Knight driver rescues woman trapped in van that caught fire on I-20

Truck driver honored for highway heroics

A trucker's quick response saved a woman from a fiery crash in Mississippi in February, and he has been honored for his efforts.

The Truckload Carriers Association recently named truck driver Anthony Blunnie, from Woodville, Texas, a Highway Angel for rescuing an injured woman after a crash that left her vehicle engulfed in flames. Blunnie drives for Knight Transportation out of Phoenix, Arizona.

TCA explains:

On Feb. 15, around 1 p.m., Blunnie was training a driver on Interstate 20 in Jackson, Mississippi, when he saw a van blow a tire and veer off the road, flipping and catching fire. He had the driver trainee pull over immediately.

“I jumped out of the truck,” Blunnie said, grabbing his fire extinguisher, and rushing to rescue the woman.  By the time he reached the driver’s side door, the flames were inside the vehicle and approaching the injured woman.

“I went around to her side and tried to pull her out,” he said, finally having to break all the van’s windows to pull her out of the vehicle, with the help of another person. “If he hadn’t come, I don’t know what I would’ve done — I couldn’t have gotten her out by myself,” Blunnie said.

Blunnie said the woman was a Domino’s pizza delivery driver on her way to work and she sustained multiple injuries in the crash.

“Her face was all bloody and she broke her nose — the airbag got her.”

He said he didn’t hesitate to jump into the dangerous situation to rescue the woman.

“She would’ve been dead,” he said if he hadn’t rescued her. “Ten seconds after we got her out of the van, it was gone.”

Since the program’s inception in August 1997, nearly 1,300 professional truck drivers have been recognized as Highway Angels for exemplary kindness, courtesy, and courage displayed while on the job. Thanks to the program’s presenting sponsor, EpicVue, and supporting sponsor, DriverFacts, TCA is able to showcase outstanding drivers like Blunnie.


### WHAT YOU NEED TO DO
From the top of the records below, return each line exactly, ending with the line that contains "The width and".

### SOURCE DATA
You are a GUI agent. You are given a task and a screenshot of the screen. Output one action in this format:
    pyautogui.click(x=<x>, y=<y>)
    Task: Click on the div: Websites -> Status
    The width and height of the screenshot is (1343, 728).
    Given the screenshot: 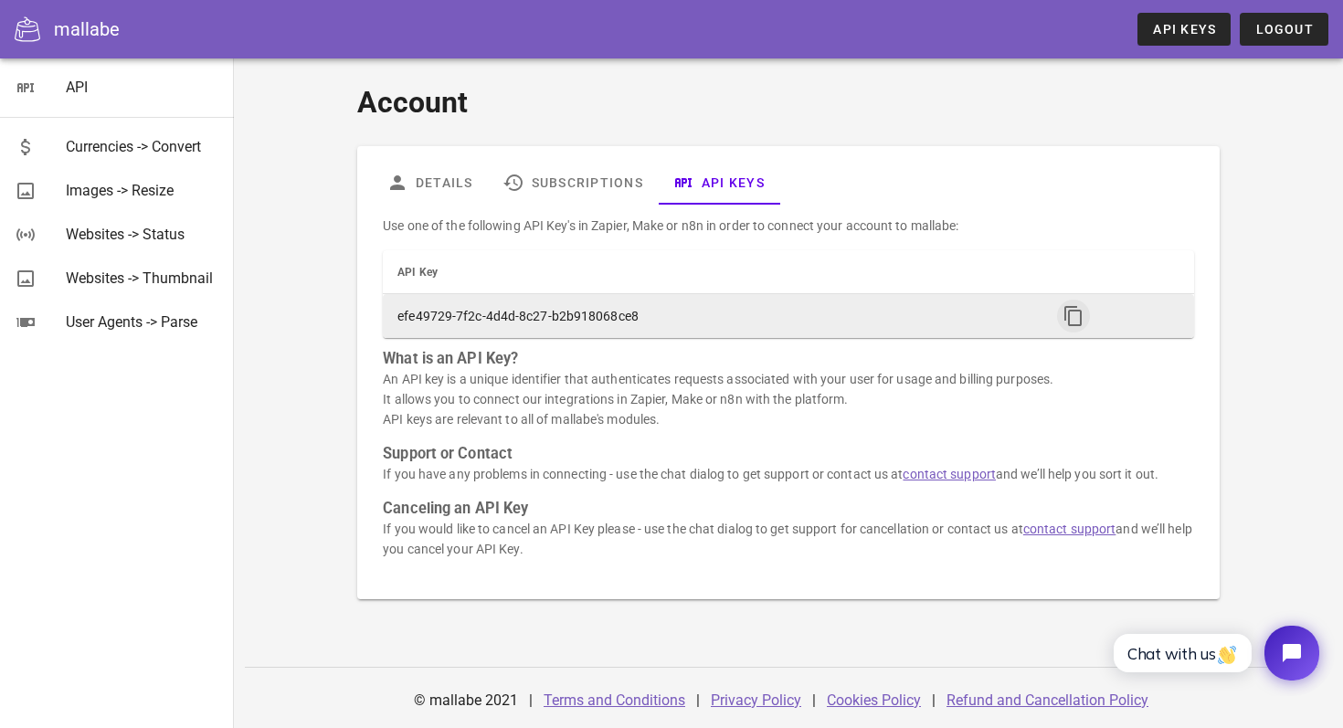 What is the action you would take?
    pyautogui.click(x=143, y=234)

### PROBLEM SOLUTION
You are a GUI agent. You are given a task and a screenshot of the screen. Output one action in this format:
    pyautogui.click(x=<x>, y=<y>)
    Task: Click on the div: Websites -> Status
    The width and height of the screenshot is (1343, 728).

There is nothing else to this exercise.